CFP 1: Teaching and Practicing (s) in 2021

Are Margaret Fuller’s feminist visions for social change still valid and contemporary in our age? The 2020 anniversary of women's suffrage in the US calls attention to women’s civil rights, and to the language of the law. Taking into account Fuller’s early explorations of gender fluidity in her private and published writings, in her , and in her pedagogical experiments with adults and young people, this panel seeks to investigate how the reconceptualization of gender, sexuality, politics, and the body in the feminist writings of Margaret Fuller and in those of other women writers--including those highlighting the presence of racism in white women’s suffrage movements—can be practiced and taught in the classroom. Using both theory and pedagogy, we invite papers that center on feminist practice and rhetoric, collaboration, aesthetics and activism, with a special focus on feminist critiques by militant and radical writers.
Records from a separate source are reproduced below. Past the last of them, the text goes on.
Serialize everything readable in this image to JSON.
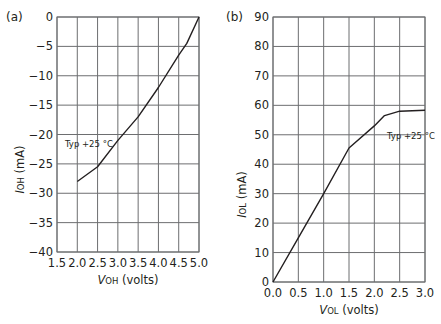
{
  "chart_data": [
    {
      "type": "line",
      "panel_label": "(a)",
      "title": "",
      "xlabel_italic": "V",
      "xlabel_sub": "OH",
      "xlabel_rest": " (volts)",
      "ylabel_italic": "I",
      "ylabel_sub": "OH",
      "ylabel_rest": " (mA)",
      "xlim": [
        1.5,
        5.0
      ],
      "ylim": [
        -40,
        0
      ],
      "xticks": [
        "1.5",
        "2.0",
        "2.5",
        "3.0",
        "3.5",
        "4.0",
        "4.5",
        "5.0"
      ],
      "yticks": [
        "0",
        "−5",
        "−10",
        "−15",
        "−20",
        "−25",
        "−30",
        "−35",
        "−40"
      ],
      "grid": true,
      "annotation": "Typ +25 °C",
      "series": [
        {
          "name": "Typ +25 °C",
          "x": [
            2.0,
            2.5,
            3.0,
            3.5,
            4.0,
            4.5,
            4.7,
            5.0
          ],
          "y": [
            -28,
            -25.5,
            -21,
            -17,
            -12,
            -6.5,
            -4.5,
            0
          ]
        }
      ]
    },
    {
      "type": "line",
      "panel_label": "(b)",
      "title": "",
      "xlabel_italic": "V",
      "xlabel_sub": "OL",
      "xlabel_rest": " (volts)",
      "ylabel_italic": "I",
      "ylabel_sub": "OL",
      "ylabel_rest": " (mA)",
      "xlim": [
        0.0,
        3.0
      ],
      "ylim": [
        0,
        90
      ],
      "xticks": [
        "0.0",
        "0.5",
        "1.0",
        "1.5",
        "2.0",
        "2.5",
        "3.0"
      ],
      "yticks": [
        "90",
        "80",
        "70",
        "60",
        "50",
        "40",
        "30",
        "20",
        "10",
        "0"
      ],
      "grid": true,
      "annotation": "Typ +25 °C",
      "series": [
        {
          "name": "Typ +25 °C",
          "x": [
            0.0,
            0.5,
            1.0,
            1.5,
            2.0,
            2.2,
            2.5,
            3.0
          ],
          "y": [
            0,
            15,
            30,
            45.5,
            53,
            56.5,
            58,
            58.3
          ]
        }
      ]
    }
  ]
}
We welcome papers from scholars at any career stage. Paper proposals of 250-500 words and a short vita should be sent to Sonia Di Loreto ([email protected]) and Jana Argersinger ([email protected]) by February 23, 2021. Please note if you will require A/V for your presentation.

CFP 2: Women in the Nineteenth Century—Traveling, Writing, Speaking

The writings of such women as Margaret Fuller, Catharine Sedgwick, Rebecca Cox Jackson, Betsey Stockton, Caroline Kirkland, Frances E. W. Harper, Eliza Potter, Susan B. Anthony, Ida B. Wells, and Anna Julia Cooper, to name only a few, show the wide range of women’s reasons for and responses to travel. This panel proposes to question ways of thinking about traveling, including theorizing as well as representations (or silencings) of travel in the writings of Fuller and other women travelers, especially women of color. Whether focused on genres traditionally thought of as travel writing or on other modes in which women wrote and spoke, we would like to interrogate how motivations, encounters, itineraries, geographical locations, traveling equipment, and audiences have shaped literary, cultural, and political expressions in Fuller’s works and in that of women of her century. We are especially interested in ways that race and class, as well as gender, might have impeded or influenced modes of traveling and modes of writing about it. By including writing by Fuller and 19th-century women travelers, this panel aims to explore how these writers conceptualize travel, how they approach it as a topic, and how they respond to travel’s capacity to register physical and imaginative experiences, or to highlight or circumvent obstacles and impossibilities.

We welcome papers from scholars at any career stage. Paper proposals of 250-500 words and a short vita should be sent to Sonia Di Loreto ([email protected]) and Jana Argersinger ([email protected]) by February 23, 2021. Please note if you will require A/V for your presentation.